The commander of the Ukrainian Strategic Direction said with as much tact as he could muster, “With all due respect to General Abramov, I think everyone here knows the risks involved should we come to blows with the Americans. If we allow them to stage one of their huge set-piece operations—a massively supplied, totally orchestrated multicorps extravaganza, which is the only thing they have ever been able to do right in the entire military history of their country—then we could well be looking at another ‘Barbarossa.' ”

“What are you suggesting?” Razov asked. “The submarines in the Bastion again?”

“No!” the army general said. “But we can't get caught flat-footed! We've got to start attriting their forces before they stage. We've got to start using our own forces before we degrade. Everyone here knows the equation! We've run model after model! They ship forces to Europe over open seas and through open skies. They disembark at seaports and airports and travel down highways and railways that are first class and were untouched in the nuclear exchange. Every week that goes by, their forces on the Continent grow stronger. But every week that goes by, our forces grow weaker as we have yet to even reestablish uncontaminated lines of communication to the troops in the field. Their supplies and readiness levels are already falling as a result.”

“But can the Americans sustain their forces over supply lines that stretch and stretch and stretch?” the old general in charge of Construction asked.

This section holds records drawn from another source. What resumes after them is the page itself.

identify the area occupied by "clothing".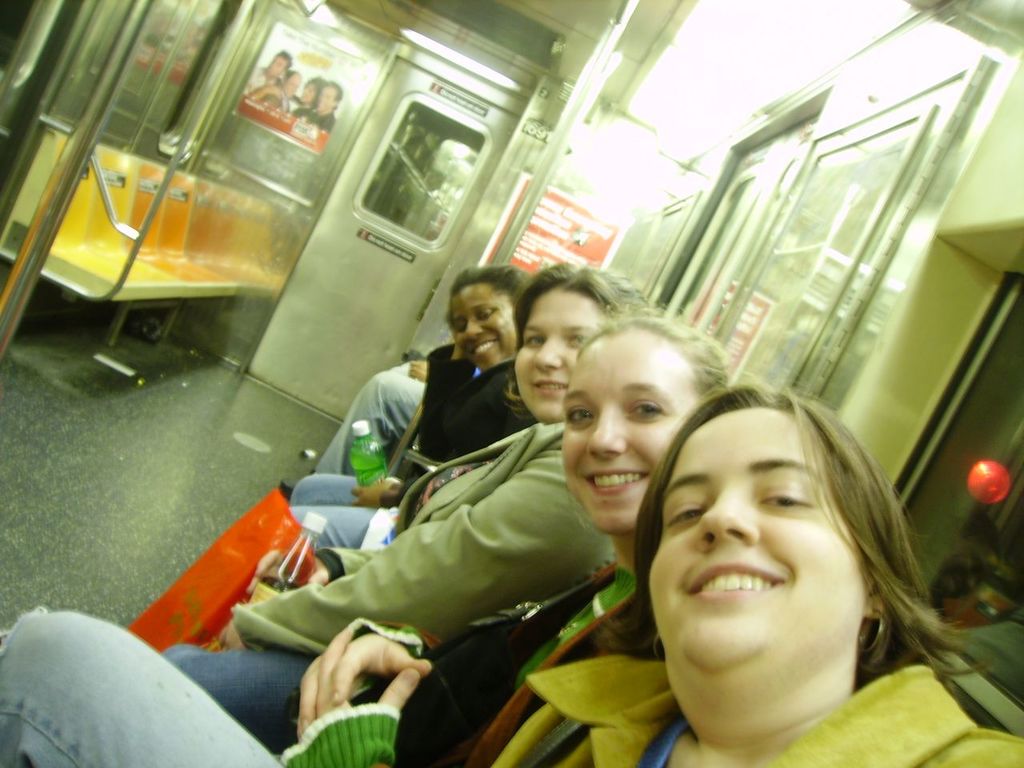
Area: bbox=(0, 606, 402, 767).
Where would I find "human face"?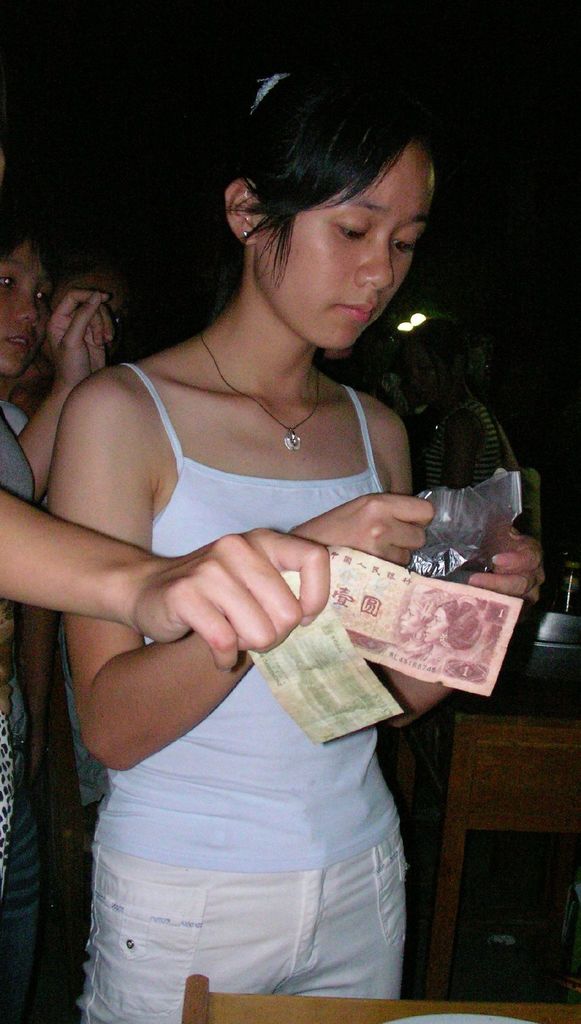
At <bbox>252, 141, 434, 340</bbox>.
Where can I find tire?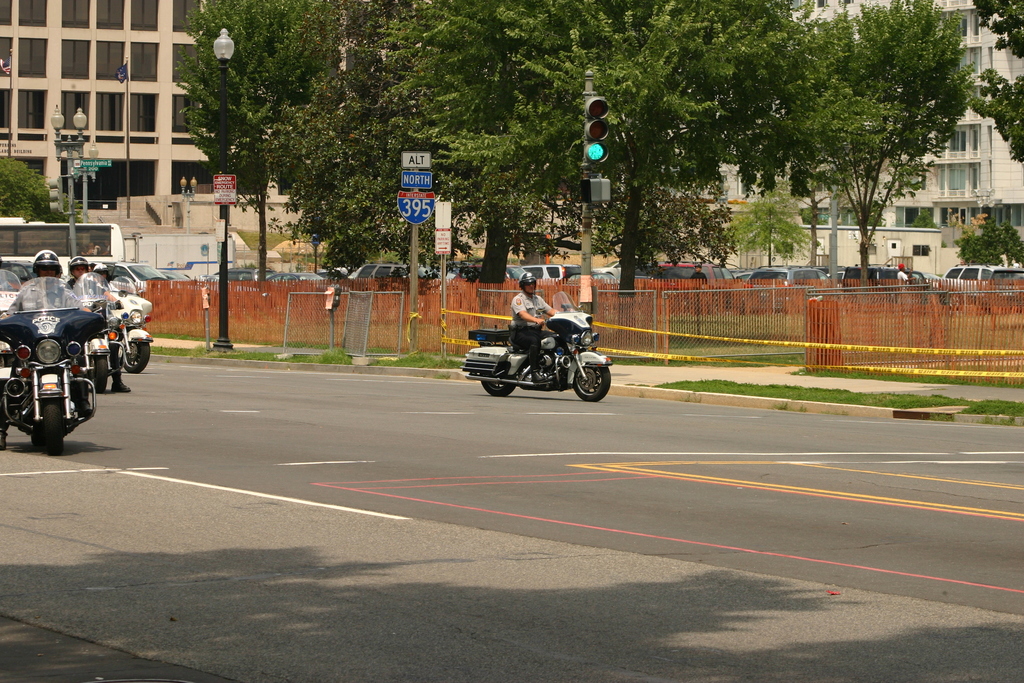
You can find it at rect(121, 343, 152, 370).
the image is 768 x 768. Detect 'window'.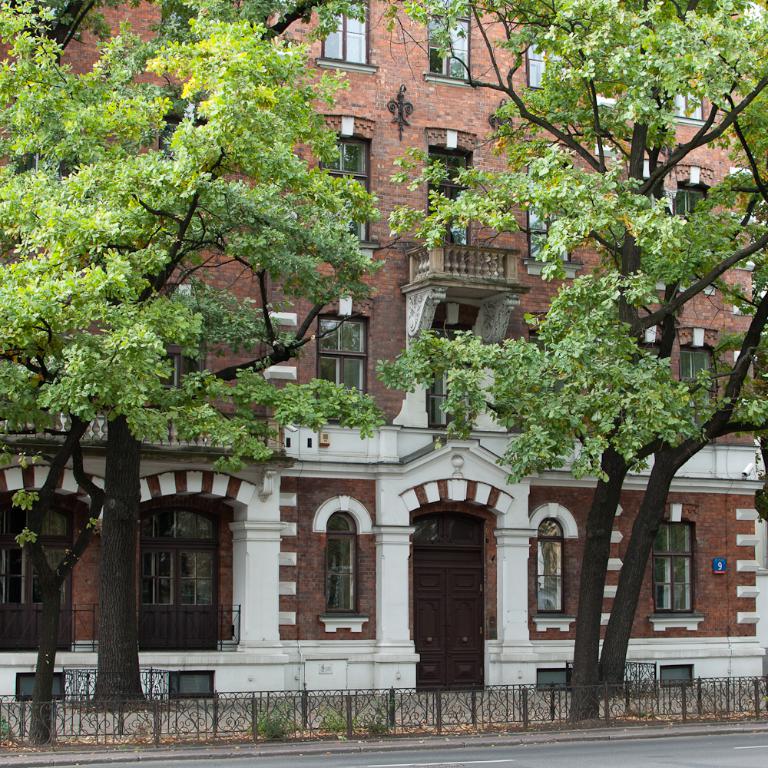
Detection: bbox=(13, 148, 69, 176).
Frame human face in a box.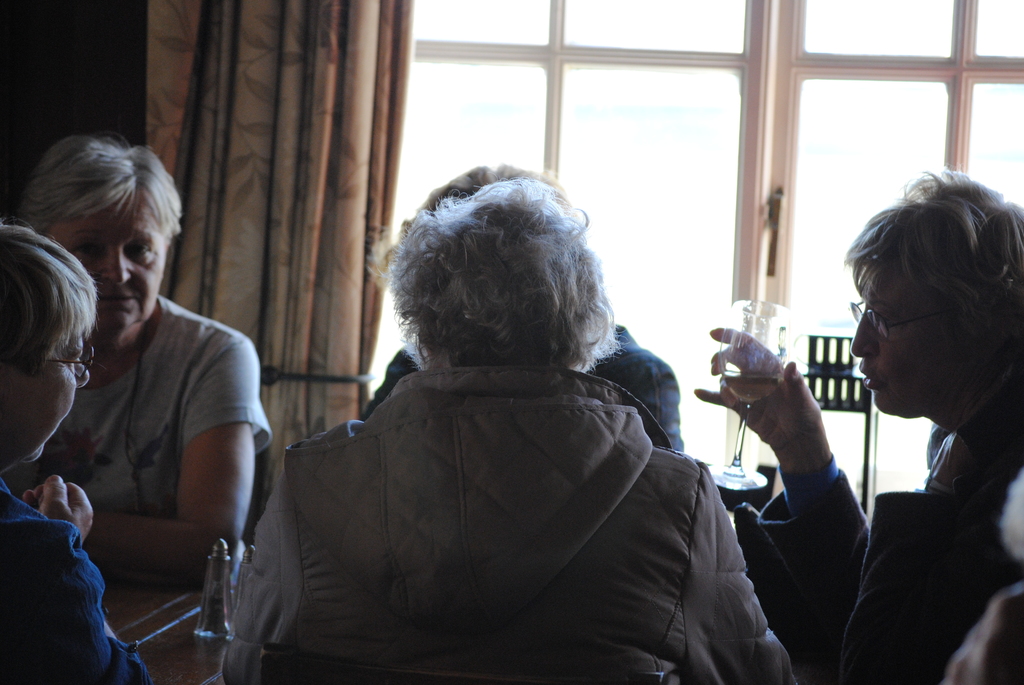
0/329/94/463.
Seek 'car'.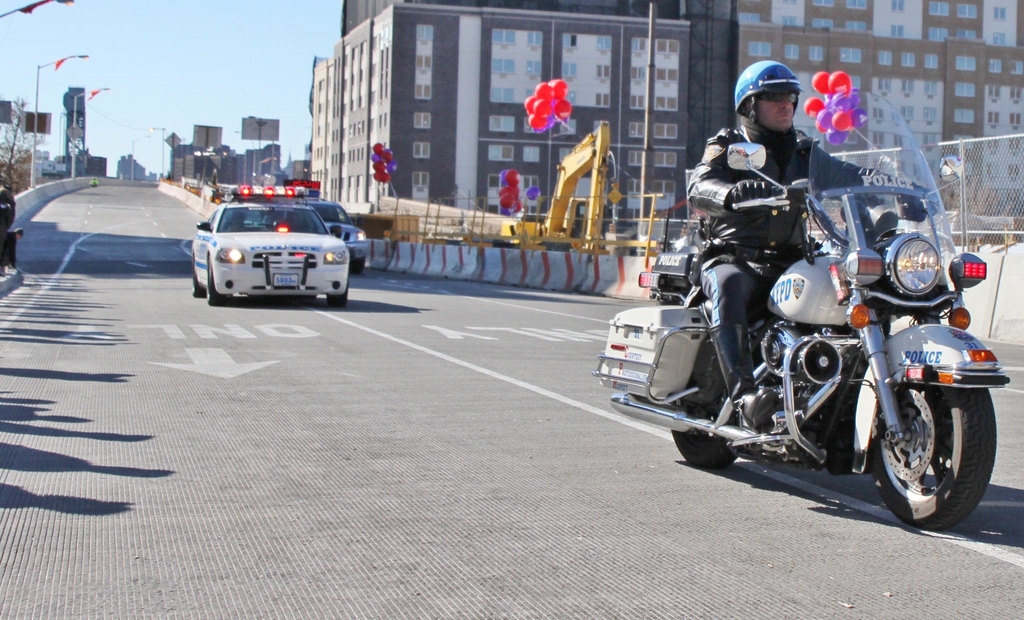
bbox=(180, 188, 359, 306).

“This is not 1812,” Air Force General Mishin said, “or even 1941. Both Napoleon and Hitler depended primarily on the same method of transportation: horses! Good God! How can we possibly rely on beating the Americans by relying on shortcomings in their
logistics!
That's a martial art that they practically
invented!”

“What a landslide,” the anchorman on television said. “I guess you could say the American people have spoken here today. Four hundred and sixty-one in favor, twenty-eight opposed. It's been quite a historic day, hasn't it?”

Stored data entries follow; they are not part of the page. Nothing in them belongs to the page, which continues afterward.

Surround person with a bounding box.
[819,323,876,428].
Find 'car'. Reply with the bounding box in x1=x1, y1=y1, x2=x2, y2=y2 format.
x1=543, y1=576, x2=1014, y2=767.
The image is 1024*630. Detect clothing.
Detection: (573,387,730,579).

The commentator, a former senior member of the Senate, shook
his head and said, “What a dramatic way to end what is surely the most historic single day in the history of Congress. I'm just . . . I'm just stunned by how rapidly Congress has moved on this.”

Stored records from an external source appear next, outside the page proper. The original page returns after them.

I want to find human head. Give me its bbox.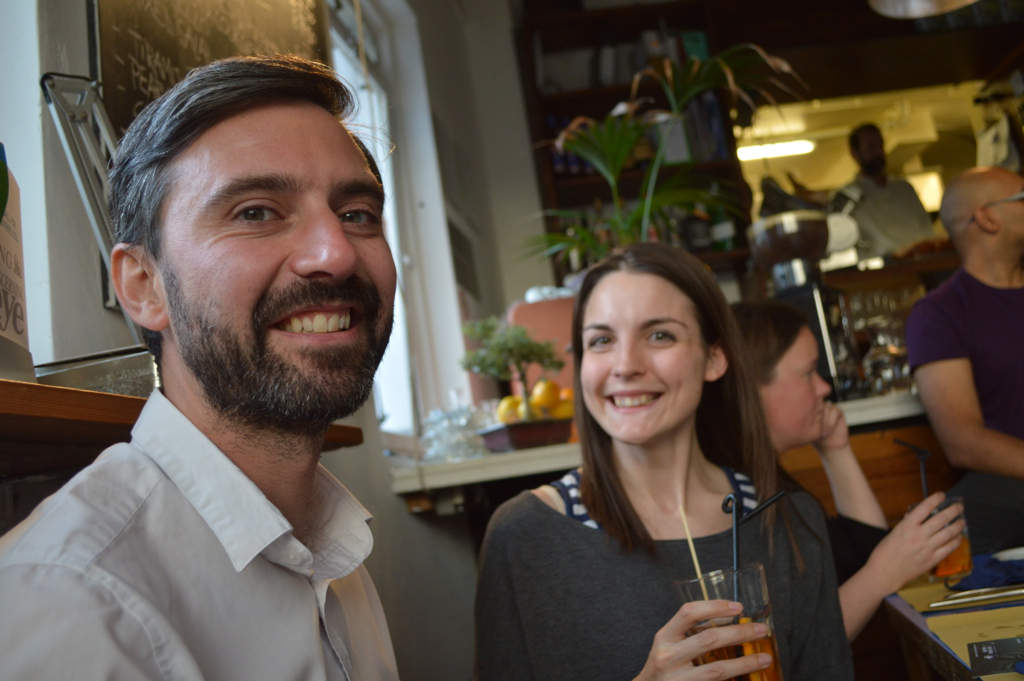
{"x1": 934, "y1": 164, "x2": 1023, "y2": 257}.
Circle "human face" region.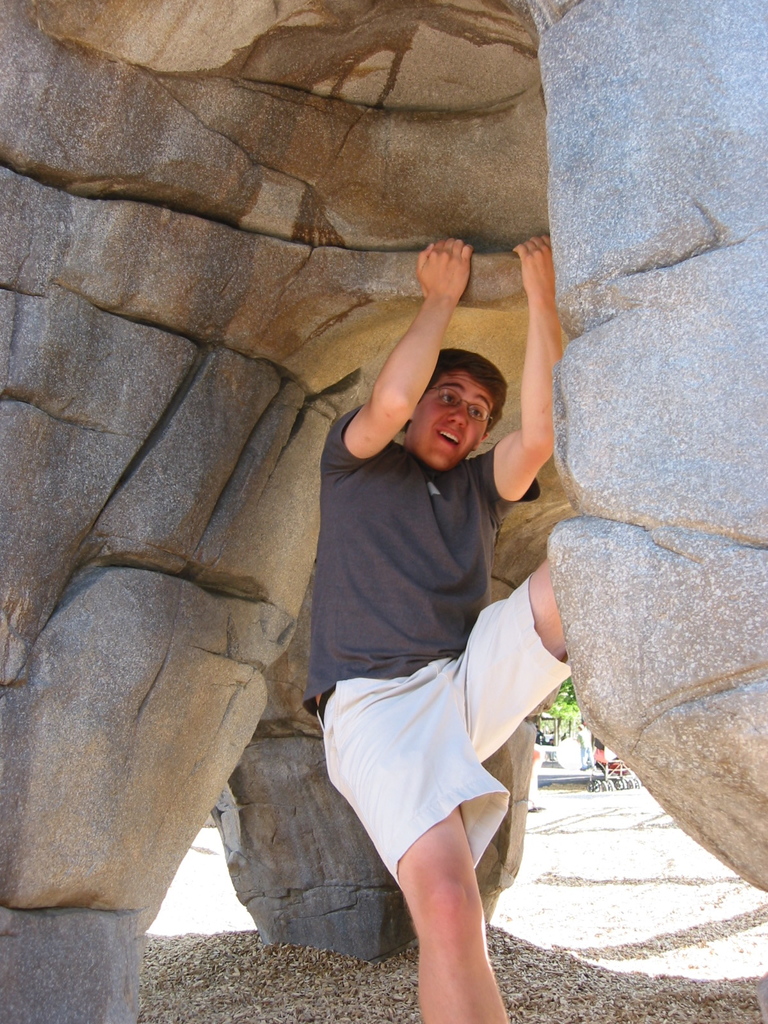
Region: region(401, 364, 497, 474).
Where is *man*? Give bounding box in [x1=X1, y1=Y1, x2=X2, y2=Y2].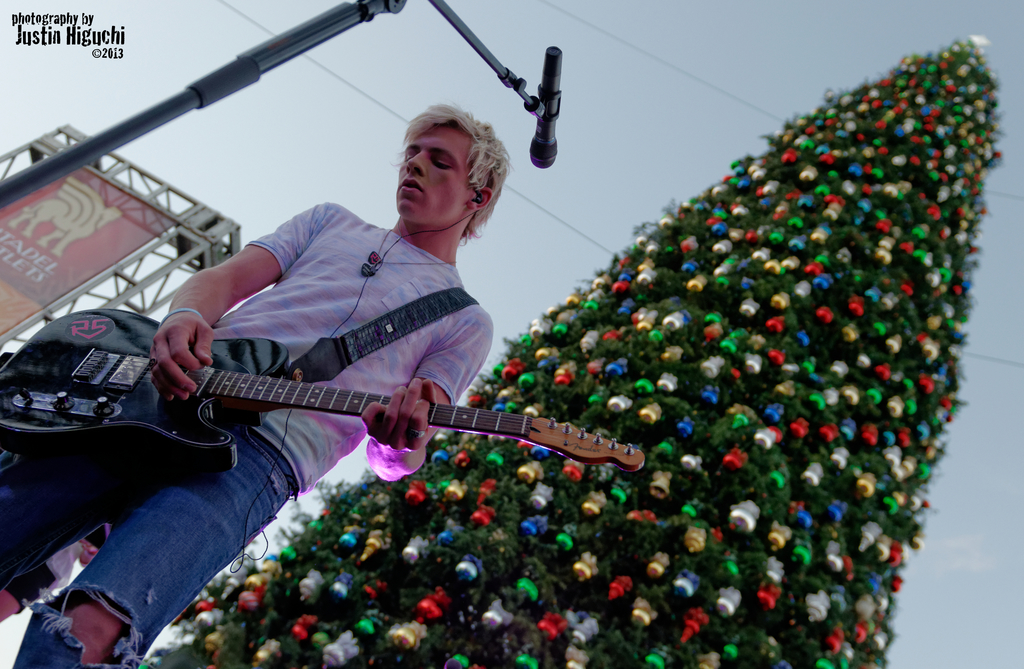
[x1=0, y1=106, x2=514, y2=668].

“Well, they're clearly galvanized by the polls,” a Washington political analyst said. “Over ninety-seven percent of the American people now believe that major concessions should have been extracted from the Russians before President Livingston called a cease-fire. Over eighty percent believe the Russians have shown such a level of irresponsibility that we should demand their complete nuclear disarmament
forever
.”

“Well, regardless,” the anchorman said as the camera focused in on his face, “what exactly the outcome of today's historic session will be remains in doubt. What has happened in this rapidly developing story, however, is this. This afternoon, at four fifty-five Eastern Daylight Time, Congress, sitting in special Joint Session, declared war on the Republic of Russia, the first declaration of war issued by this country since December 9th, 1941. The President responded immediately, declaring in a widely criticized national television address from Mount Weather within fifteen minutes of the vote that, as commander in chief, he would not prosecute that war. He had, sources tell CNN, just gotten off the phone with the Kremlin and assured them the same. And now, by our clock, minutes before three
A.M
. on this June sixteenth, just over five days after the Russian warheads rained down on our country, the first successful impeachment of the President of the United States in the House of Representatives since the 1868 impeachment of President Andrew Johnson. Now, it's on to the Senate, where the President will be tried and, if convicted, removed from office.”